Question to the Department of Health and Social Care:

To ask the Secretary of State for Health and Social Care, what measures he is taking to utilise UK genomic medical research to improve outcomes for patients living with rare diseases.


Answered by
Caroline Dinenage Portrait
Caroline Dinenage
This question was answered on 10th January 2019

The Government’s 2013 UK Strategy for Rare Diseases aims to improve the lives all those with a rare disease and is currently being implemented across England. The Strategy covers five areas including the role of research, with significant support from the National Institute of Health Research.

In October 2018, the Secretary of State announced his ambition to sequence 5 million genomes in the next five years including 1 million whole genome sequences. This builds on the success of the transformative 100,000 Genomes Project which recruited people with rare, undiagnosed genetic diseases, and with cancer, and which reached 100,000 sequences in December 2018.

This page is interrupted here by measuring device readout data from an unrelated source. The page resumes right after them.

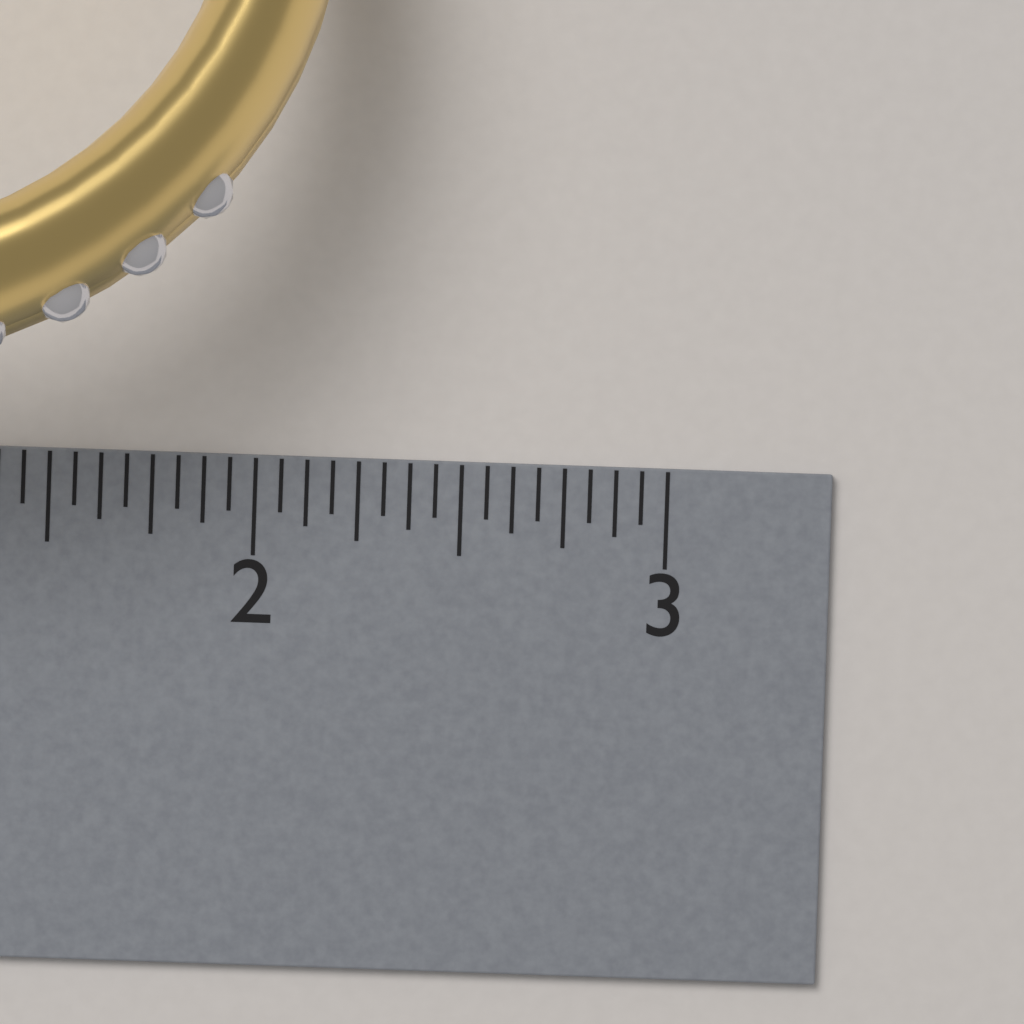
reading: 2.1875 inch
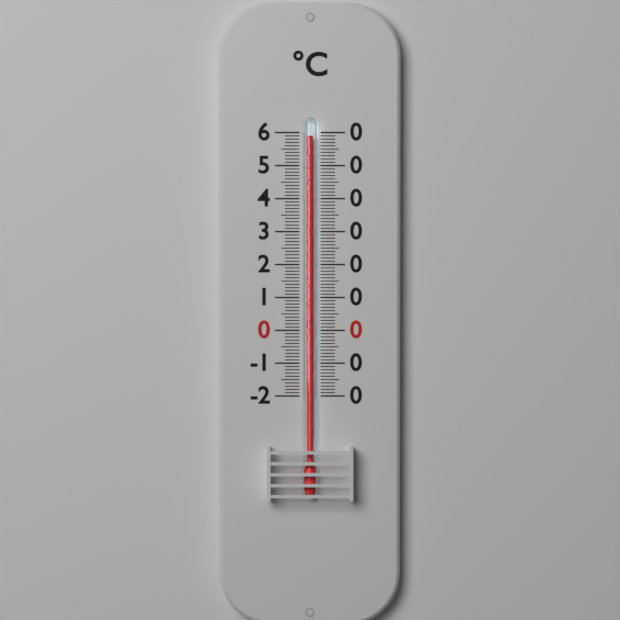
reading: 59 °C
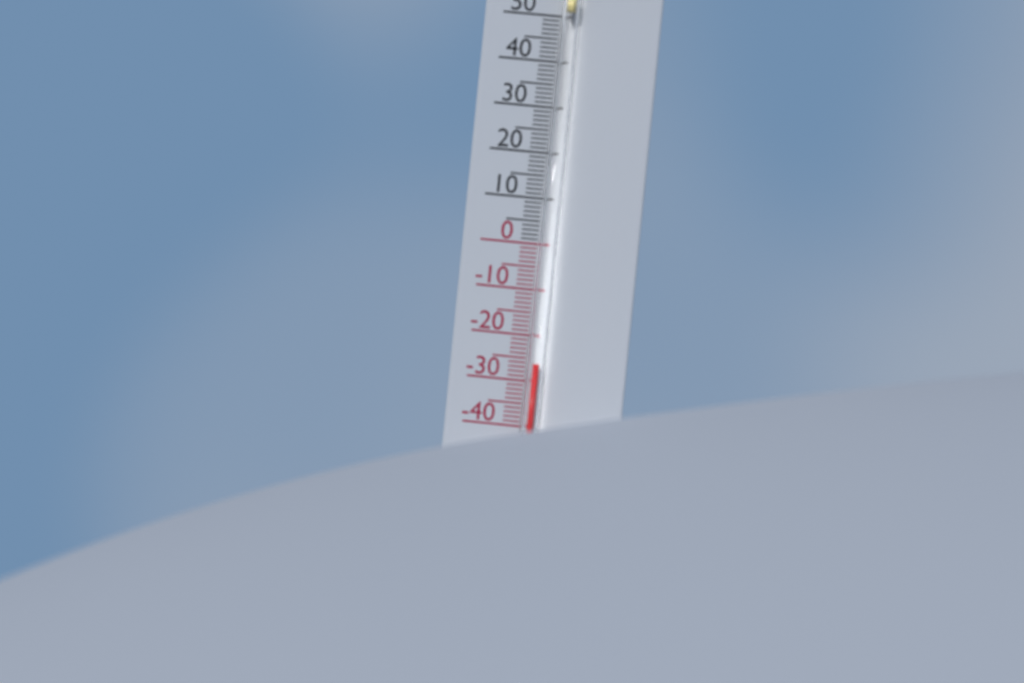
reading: -26 °C
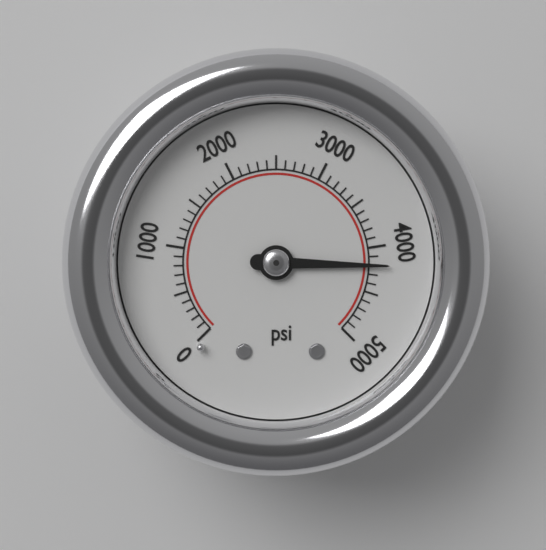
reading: 4200 psi
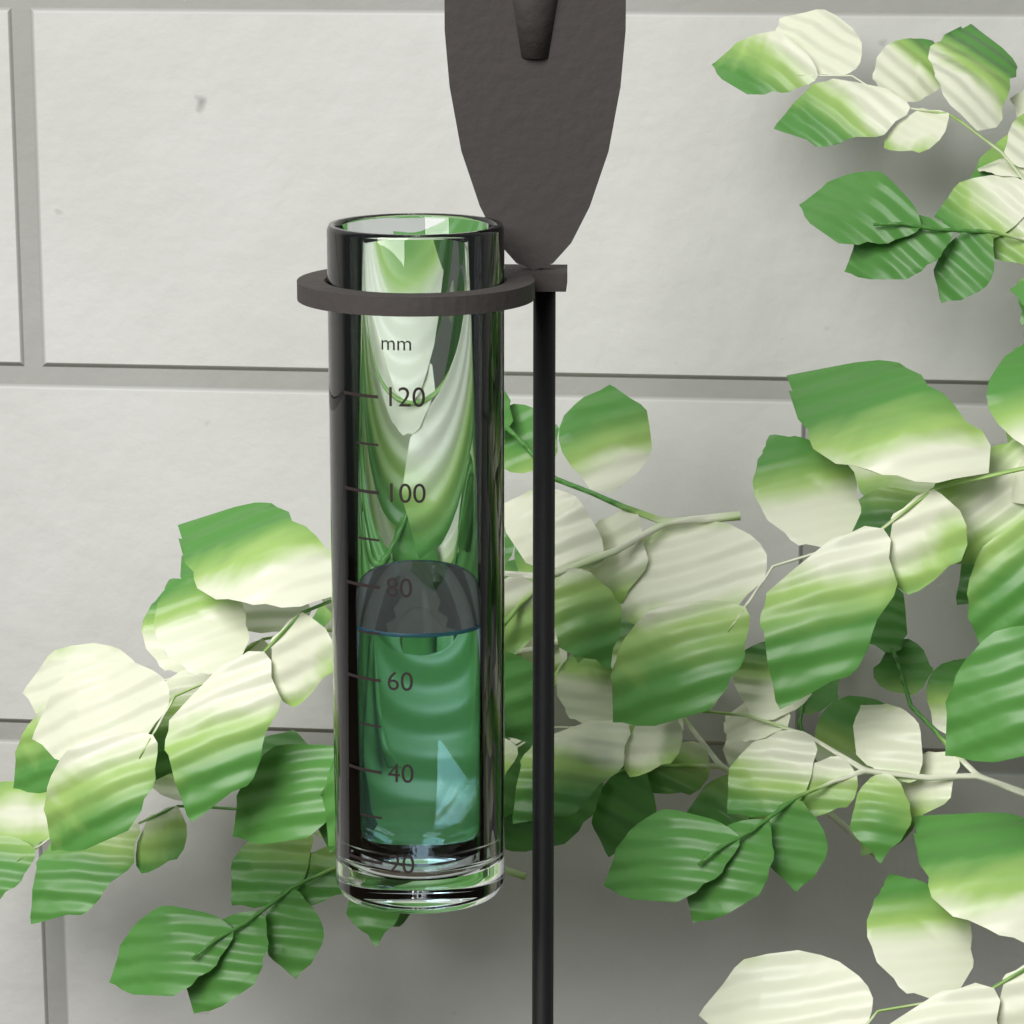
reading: 70 mm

The NHS Long Term Plan published on 7 January sets out the National Health Service’s commitment to research and innovation to drive outcome improvement, including through targeted investment in genomics. It confirmed that the new NHS Genomic Medicine Service will sequence 500,000 whole genomes by 2023/24 as part of the NHS’s contribution to the Government’s ambition for genomics. The NHS has become the first national health care system to offer whole genome sequencing as part of routine care. Another 500,000 whole genomes will be sequenced through UK Biobank as was announced in the 2017 Life Sciences Sector deal. Together, these activities will significantly increase the volume of high-quality genomic data for research to advance our knowledge to diagnose and treat rare diseases and other conditions to complement the research dataset already generated by the 100,000 Genomes Project.